There was a clown’s head on the corner of the desk, next to a carousel. Jamis picked it up and turned it over in her hands. It was made of heavy plaster, with a signature on the bottom. S. Gardner 1983. She held it up in front of her. The paint was immaculate and vibrant. The detailed coloring around the mouth and eyes was gorgeous.
“Stephanie made it.” Sapphire turned from where she crouched in front of the cabinet. Jamis held the clown for Sapphire to see. “She signed it.”
Sapphire took the clown from her and delicately turned it over in her hands, studying it.
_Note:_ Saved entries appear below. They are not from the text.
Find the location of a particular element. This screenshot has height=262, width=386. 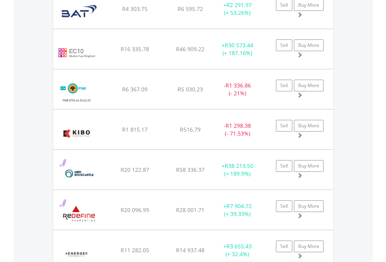

span: R30 573.44 is located at coordinates (239, 45). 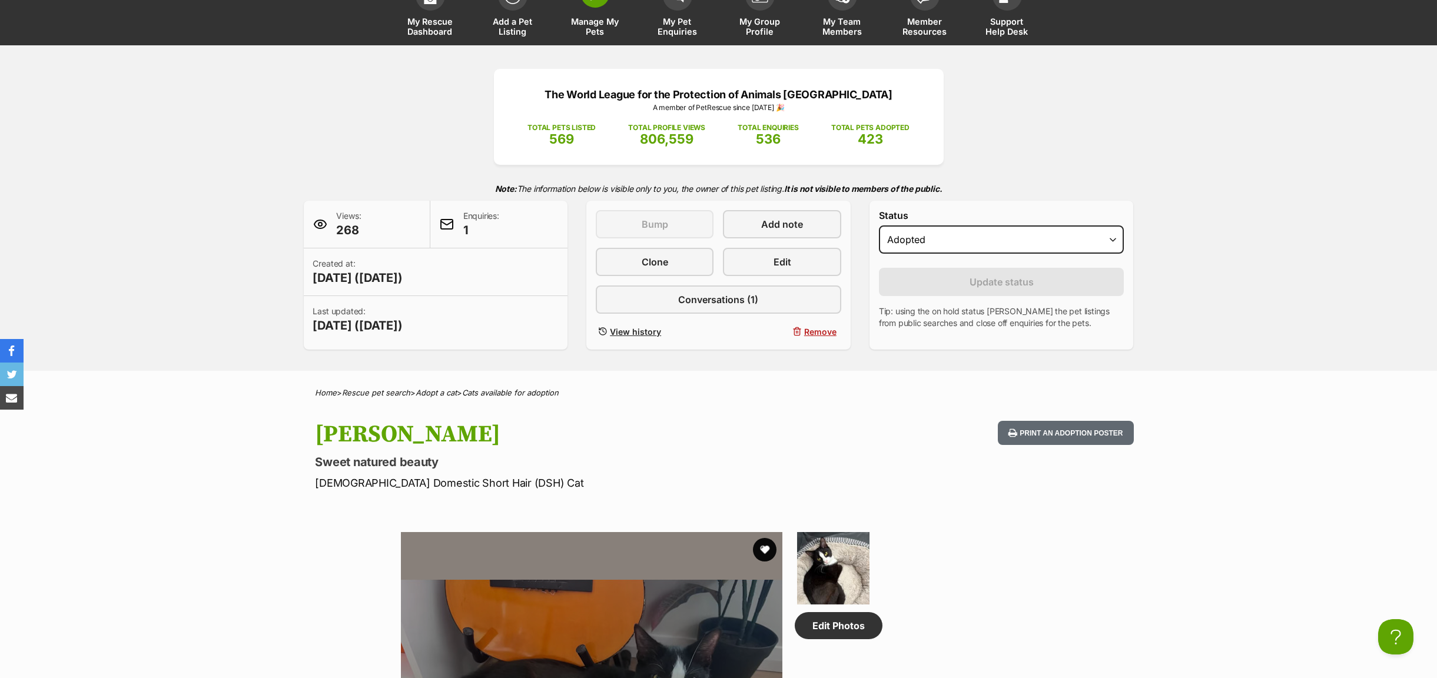 What do you see at coordinates (842, 26) in the screenshot?
I see `span: My Team Members` at bounding box center [842, 26].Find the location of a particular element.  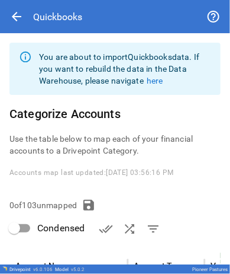

span: v 5.0.2 is located at coordinates (78, 269).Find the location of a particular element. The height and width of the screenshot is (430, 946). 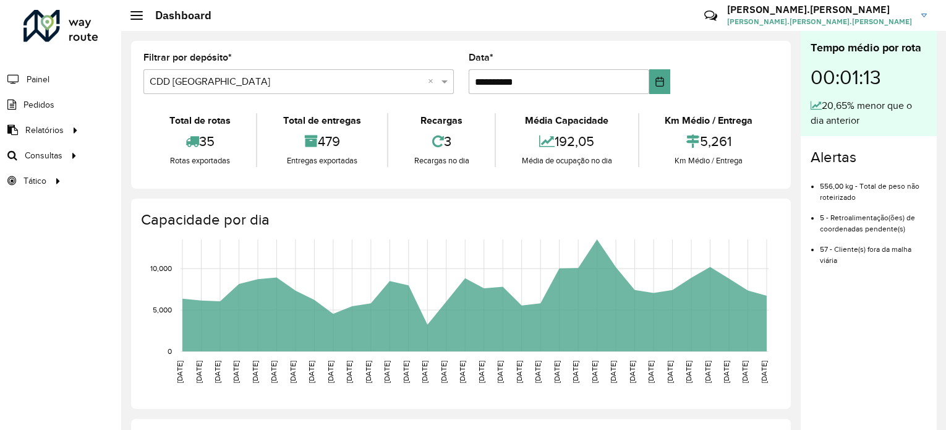

div: 20,65% menor que o dia anterior is located at coordinates (869, 113).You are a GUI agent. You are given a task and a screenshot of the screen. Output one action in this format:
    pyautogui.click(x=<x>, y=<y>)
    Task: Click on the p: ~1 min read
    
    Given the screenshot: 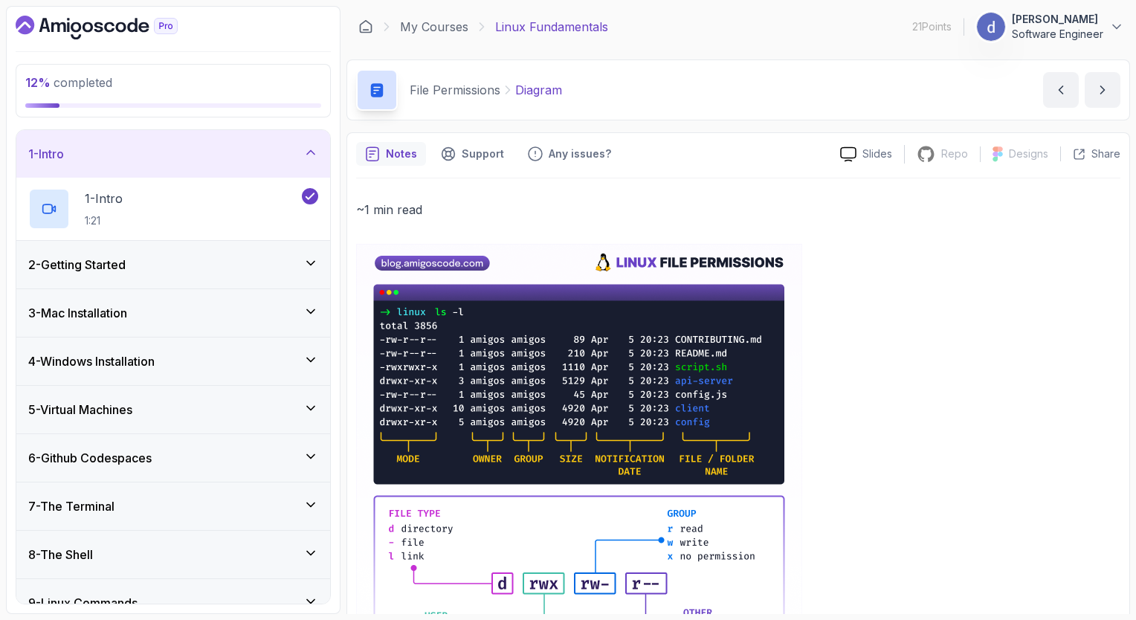 What is the action you would take?
    pyautogui.click(x=738, y=210)
    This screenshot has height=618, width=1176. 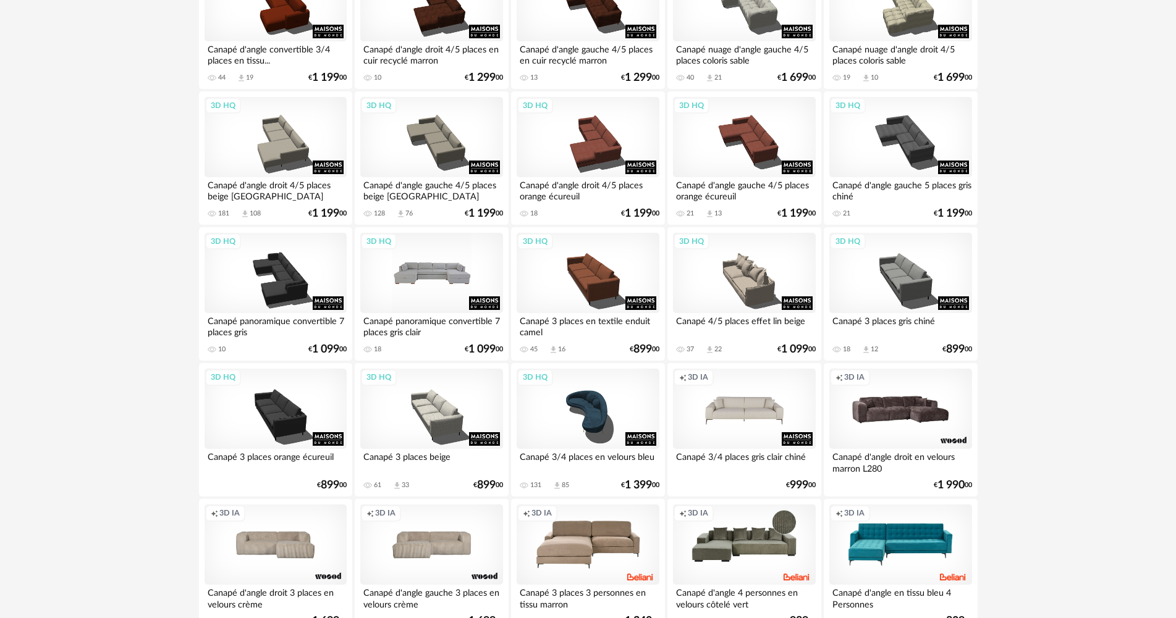 I want to click on div: 33, so click(x=405, y=486).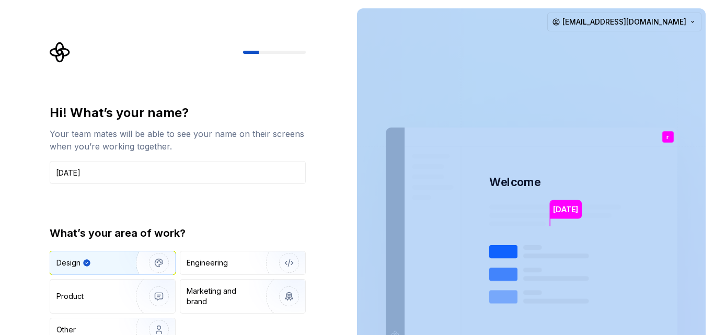  Describe the element at coordinates (60, 52) in the screenshot. I see `svg: Supernova Logo` at that location.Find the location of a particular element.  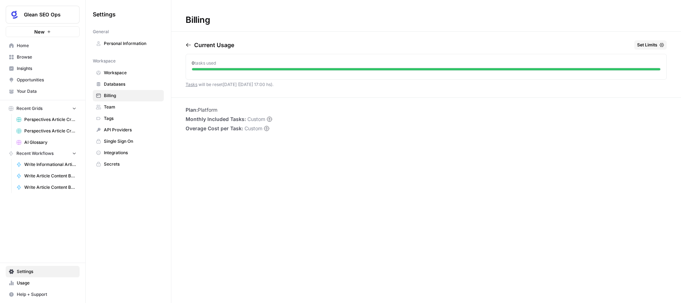

a: Usage is located at coordinates (42, 283). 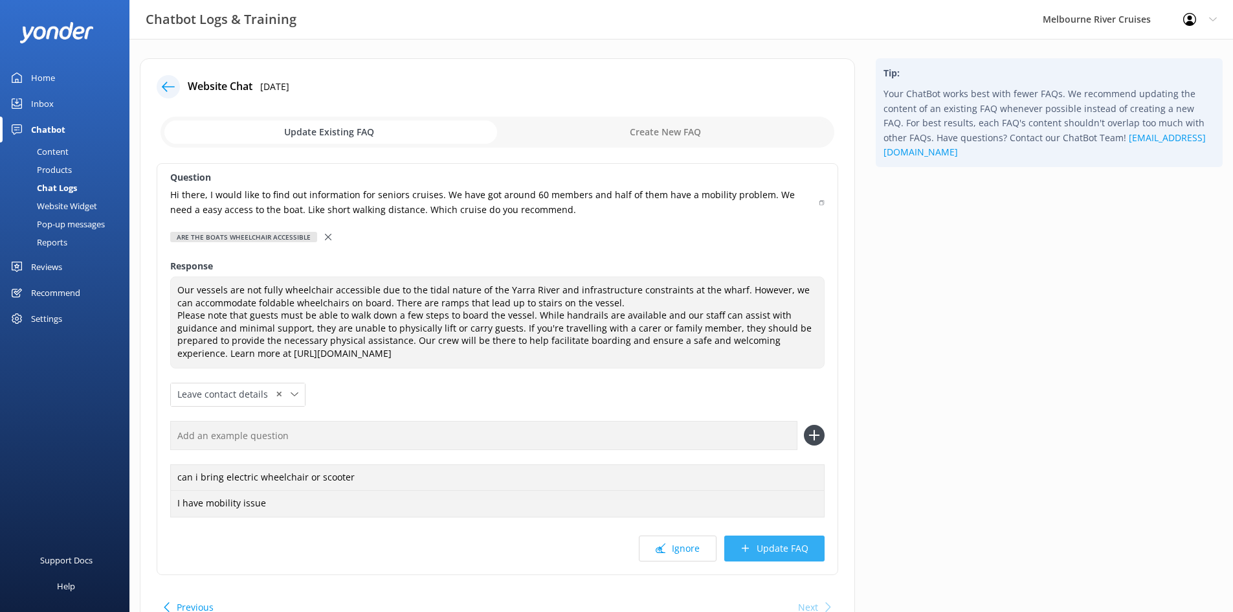 I want to click on a: Website Widget, so click(x=69, y=206).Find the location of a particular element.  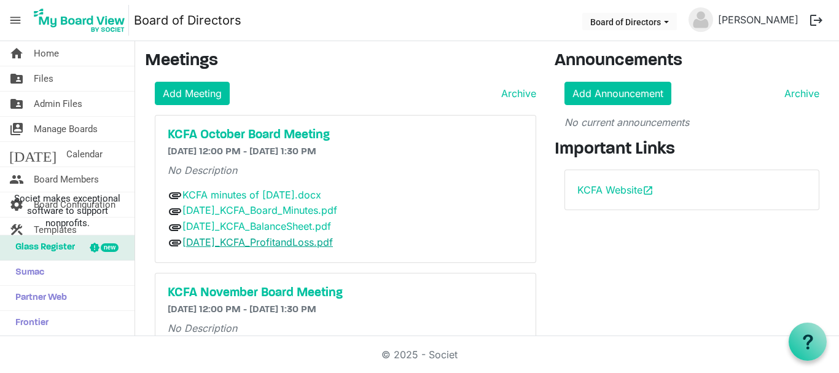

span: Glass Register is located at coordinates (42, 247).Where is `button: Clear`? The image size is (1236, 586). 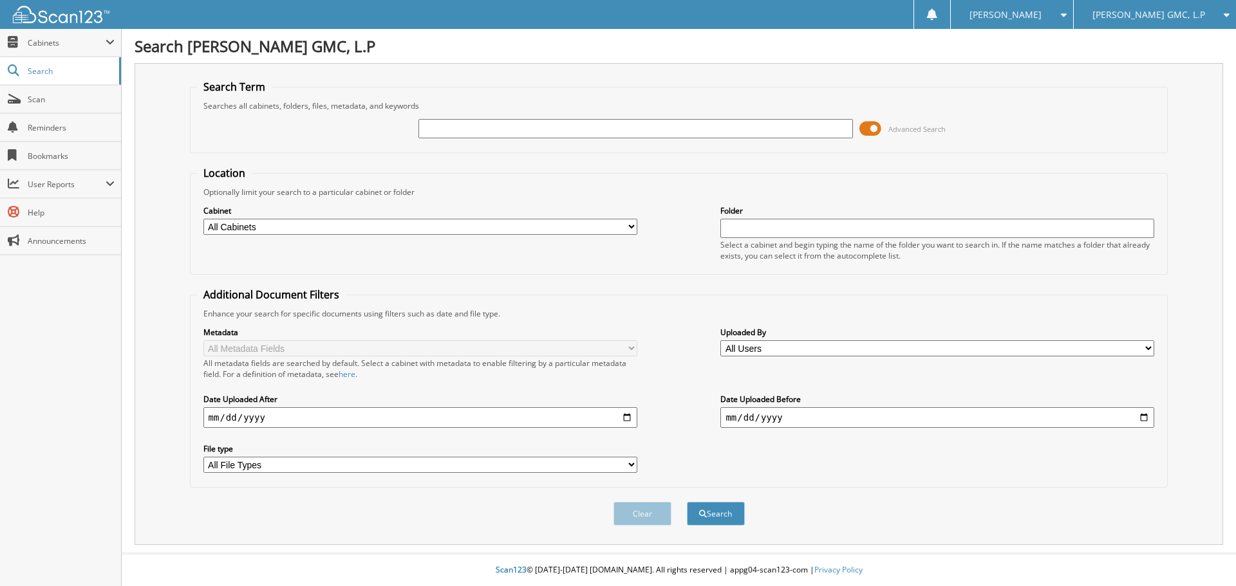 button: Clear is located at coordinates (642, 514).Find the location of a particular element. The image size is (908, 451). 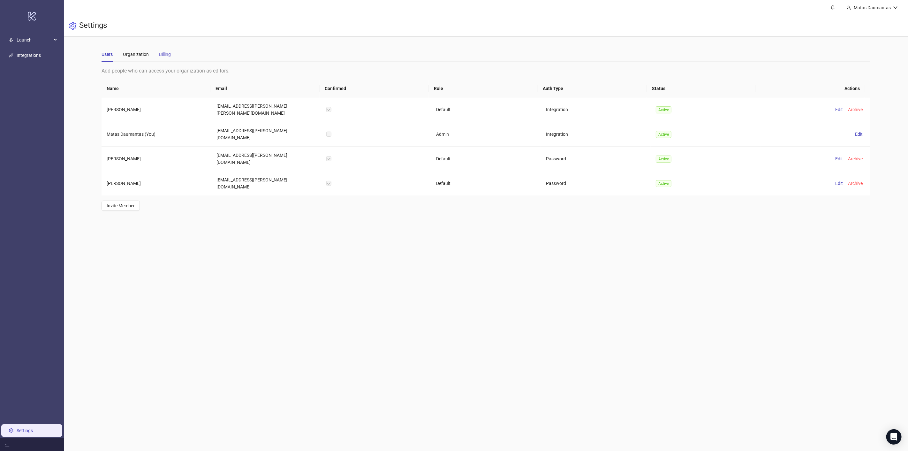

td: Matas Daumantas (You) is located at coordinates (156, 134). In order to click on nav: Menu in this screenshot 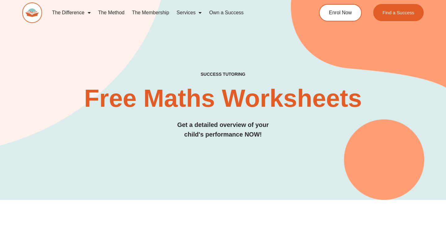, I will do `click(172, 13)`.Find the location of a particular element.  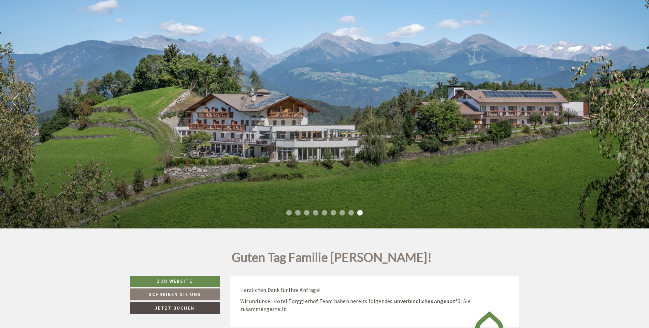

Jamis picked up the carousel, but the pieces shifted. She caught a horse on a pole right before it fell, setting it gently back on the desk. She removed each carousel animal. The horse, unicorn, and elephant were cracked with missing flecks of paint. She took the top off the carousel, which was painted red and white, like a traditional circus tent, and set it next to the animals. She picked up the base,
which was attached to the pole in the middle of the carousel and turned it over. It was made of heavy wood. The pole was iron. It shocked her with its weight. “E. Gardner 1979,” she read, and turned it to Sapphire to see. “Why is this stuff up here? Why didn’t it get hauled away when she died?”
Sapphire had put the clown head down and was in front of the wardrobe. She pried the doors open and took a step back. “I have no idea. Why would anyone save her stuff up here and then seal it up?” She touched the clothes. “These are women’s clothes from the eighties, I think.” There was a small shelf with a black case above the rod. She opened it. There was a small black book inside.
“Jamis, look.” There were vivid patterns drawn across every inch of the page with a blue ballpoint pen. “She was an artist,” Sapphire said and turned the book to Jamis.
Jamis thumbed through the pages delicately, as if she were unearthing an archaeological treasure. She handed it back to Sapphire. “Is there a code in there?”
“That’s what I was just thinking, but I think it’s just doodles. Do you think it’s okay if I take this?”
“Well, technically, the Shires are still tenants, but the house is furnished. I was going to rent it, but I don’t think they’ll let me rent it now. I suppose all of this would technically belong to the property owners, but since they’re rent seekers…” Jamis trailed off and grinned at Sapphire. “Let’s sort through the rest of this stuff and see what else is here.”
Jamis bent to unlock the trunk. She pulled blankets from it. They were polyester blends, rose and dull beige, popular in the seventies and eighties. She tossed two on the floor. A breeze filtered up the stairs from the hole in the wall. She tossed another blanket over the stairs, blocking the flow of air. She sat on the blankets and opened the first box.